Nature of The Conversion Experience
The Bible says that Paul's conversion experience was an encounter with the resurrected Christ. Alternative explanations have been proposed, including sun stroke and seizure. In 1987, D. Landsborough published an article in the Journal of Neurology, Neurosurgery, and Psychiatry, in which he stated that Paul's conversion experience, with the bright light, loss of normal bodily posture, a message of strong religious content, and his subsequent blindness, suggested "an attack of, perhaps ending in a convulsion ... The blindness which followed may have been post-ictal."
This conclusion was challenged in the same journal by James R. Brorson and Kathleen Brewer, who stated that this hypothesis failed to explain why Paul's companions heard a voice (Acts 9:7), saw a light, or fell to the ground. Furthermore, no lack of awareness of blindness (a characteristic of cortical blindness) was reported in Acts, nor is there any indication of memory loss. Additionally, Paul's blindness remitted in sudden fashion, rather than the gradual resolution typical of post-ictal states, and no mention is made of epileptic convulsions; indeed such convulsions may, in Paul's time, have been interpreted as a sign of demonic influence, unlikely in someone accepted as a religious leader.
A 2012 paper in the Journal of Neuropsychiatry and Clinical Neurosciences suggested that Paul’s conversion experience might be understood as involving psychogenic blindness. This occurring in the overall context of Paul’s other auditory and visual experiences that the authors propose may have been caused by mood disorder associated psychotic spectrum symptoms.
Read more about this topic: Conversion Of Paul The Apostle
Famous quotes containing the words nature, conversion and/or experience:
“The one-eyed man will be King in the country of the blind only if he arrives there in full possession of his partial facultiesthat is, providing he is perfectly aware of the precise nature of sight and does not confuse it with second sight ... nor with madness.”
—Angela Carter (19401992)
“The conversion of a savage to Christianity is the conversion of Christianity to savagery.”
—George Bernard Shaw (18561950)
“Emigration, forced or chosen, across national frontiers or from village to metropolis, is the quintessential experience of our time.”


**PROBLEM REQUIREMENTS**
All of the data that follows is to be printed exactly, without pictures.
[RAW DATA — start]
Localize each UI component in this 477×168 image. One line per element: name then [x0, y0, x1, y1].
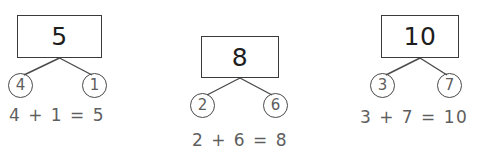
part-circle-left: 3: [370, 73, 395, 98]
number-bond-group: 8 2 6 2 + 6 = 8: [150, 0, 310, 168]
whole-value: 5: [51, 24, 67, 49]
part-value-left: 2: [198, 98, 208, 113]
equation-text: 2 + 6 = 8: [192, 132, 288, 149]
whole-box: 5: [17, 15, 102, 58]
equation-text: 4 + 1 = 5: [9, 107, 105, 124]
part-circle-right: 7: [437, 73, 462, 98]
part-value-right: 1: [90, 78, 100, 93]
part-value-left: 3: [378, 78, 388, 93]
number-bond-group: 5 4 1 4 + 1 = 5: [0, 0, 150, 130]
part-circle-left: 4: [8, 73, 33, 98]
number-bond-worksheet: 5 4 1 4 + 1 = 5 8 2 6 2 + 6 = 8: [0, 0, 477, 168]
whole-box: 8: [201, 36, 279, 78]
whole-value: 8: [232, 45, 248, 70]
number-bond-group: 10 3 7 3 + 7 = 10: [320, 0, 477, 130]
equation-text: 3 + 7 = 10: [360, 109, 468, 126]
part-value-left: 4: [16, 78, 26, 93]
part-circle-right: 6: [263, 93, 288, 118]
part-value-right: 7: [445, 78, 455, 93]
part-circle-right: 1: [82, 73, 107, 98]
whole-value: 10: [404, 24, 437, 49]
part-value-right: 6: [271, 98, 281, 113]
part-circle-left: 2: [190, 93, 215, 118]
whole-box: 10: [381, 15, 459, 58]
[RAW DATA — finish]
**RESULT OF THE TASK**
Localize each UI component in this 477×168 image. One line per element: name then [x0, y0, x1, y1].
part-circle-left: 3: [370, 73, 395, 98]
number-bond-group: 8 2 6 2 + 6 = 8: [150, 0, 310, 168]
whole-value: 5: [51, 24, 67, 49]
part-value-left: 2: [198, 98, 208, 113]
equation-text: 2 + 6 = 8: [192, 132, 288, 149]
whole-box: 5: [17, 15, 102, 58]
equation-text: 4 + 1 = 5: [9, 107, 105, 124]
part-circle-right: 7: [437, 73, 462, 98]
part-value-right: 1: [90, 78, 100, 93]
part-value-left: 3: [378, 78, 388, 93]
number-bond-group: 5 4 1 4 + 1 = 5: [0, 0, 150, 130]
part-circle-left: 4: [8, 73, 33, 98]
number-bond-worksheet: 5 4 1 4 + 1 = 5 8 2 6 2 + 6 = 8: [0, 0, 477, 168]
whole-box: 8: [201, 36, 279, 78]
whole-value: 8: [232, 45, 248, 70]
number-bond-group: 10 3 7 3 + 7 = 10: [320, 0, 477, 130]
equation-text: 3 + 7 = 10: [360, 109, 468, 126]
part-value-left: 4: [16, 78, 26, 93]
part-circle-right: 6: [263, 93, 288, 118]
part-value-right: 7: [445, 78, 455, 93]
part-circle-right: 1: [82, 73, 107, 98]
whole-value: 10: [404, 24, 437, 49]
part-value-right: 6: [271, 98, 281, 113]
part-circle-left: 2: [190, 93, 215, 118]
whole-box: 10: [381, 15, 459, 58]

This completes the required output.